The real boondoggle here are all the “experts” who conveniently forget that porn makes up over 50% of web traffic and that some filtering will speed up the networks…
Oh, I forgot, most of those opposed to the filtering are those EARNING from the pron…. ISP account sellers…
Oh how silly of me, you cannot fight people’s desire to earn off porn, that rarely works.
Oops, their halos are slipping… lol
November 20th, 2008 at 09:31 AM
You could do right about the net gain in access speed but, since the government will be overseeing the filter, I wouldn’t count on it.
November 22nd, 2008 at 08:34 PM
At the instigation of the Moral Right and the Australian Christian Lobby, the Australian Government is proposing, and is about to trial a compulsory internet ‘Clean Feed’.

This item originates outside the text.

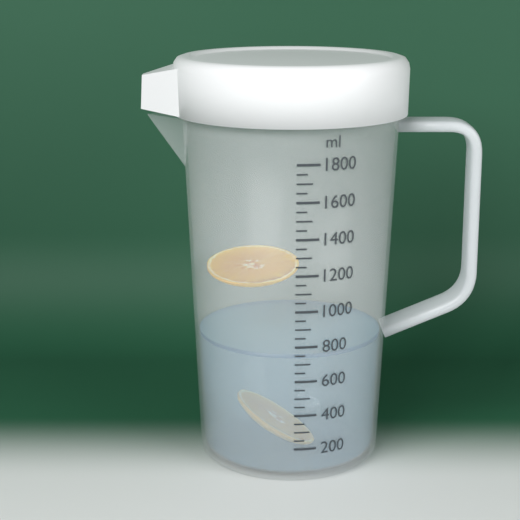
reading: 750 ml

From the outset let me say this, I fully applaud any attempt to curb the trade of child pornography; but I appear to be out of step with my Christian brethren because I do not believe that compulsory internet filtering is the answer to the proliferation of this perversion. Such material will still freely enter the country on CD’s and the like and be shared freely on peer-to-peer networks, and even school kids know how to circumvent filtering systems.

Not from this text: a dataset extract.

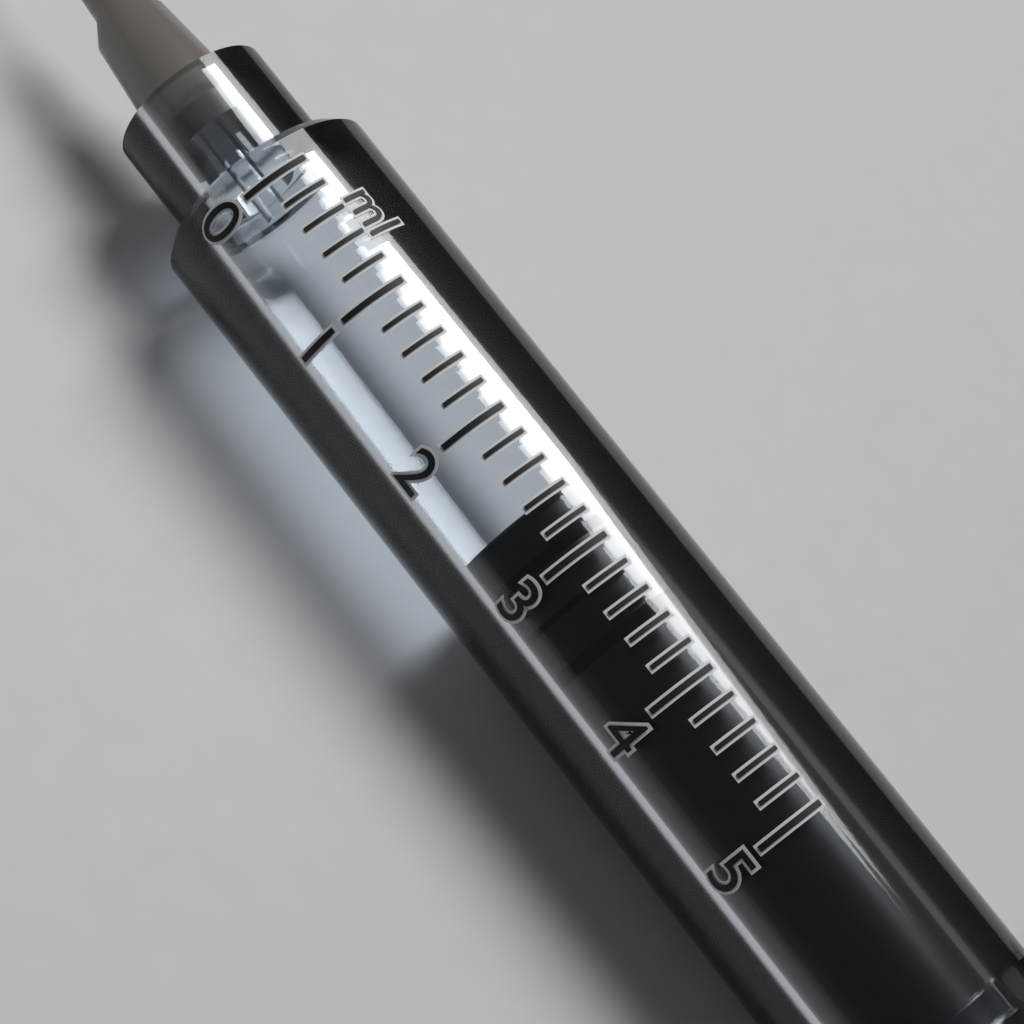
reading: 2.6 ml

I believe that the only way to prevent perversion is a change of the perverts heart, and censorship will do nothing. Drugs are illegal and prevented from entering the country, but they are still readily accessible! It is clear that you cannot legislate morality.
I won’t even go into the technological difficulties, ineffectiveness, and expense of this scheme.
What this system will do, in my opinion, is to open the floodgates of thought suppression, such as exists in the repressed societies of Iran and North Korea. Political censorship may not be on the minds of this present regime, but compulsory internet filtering provides an opening to the policing of thought. We don’t even have a right to know what is being blocked! Already on the proposed list are sites on controversial topics such as euthanasia, suicide and anorexia. How do they seperate the pro sites from support groups.
I believe in is religious and political freedom. How long before some of my favourite sites are rendered inaccessible to me by beauracrats and politicians who may not agree with my political or religious leanings? I do not have to remind the Church that Christian sites are already censored in Iran, North Korea and China.
It is time for the Christian Right to stop their support of this ridiculous notion, and start doing as they were told by Jesus – to feed the poor, clothe the naked, heal the sick. That is the way that we can change our society, not by imposing rules, restrictions and censorship.
Even in my town people are still going hungry and are homeless while we, as Christians, rely on the Government to do what is our God-given responsibility. If Christians were to act in a manner fitting their calling, people would be drawn to the Gospel, and the pornography trade would die a natural death.
As it is, society sees us (Christians) as a group of generally unhearing and aloof wowsers, seeking only to mandate and control.
The money being squandered on this scheme would be better spent on giving law enforcement more tools to protect children from this abuse.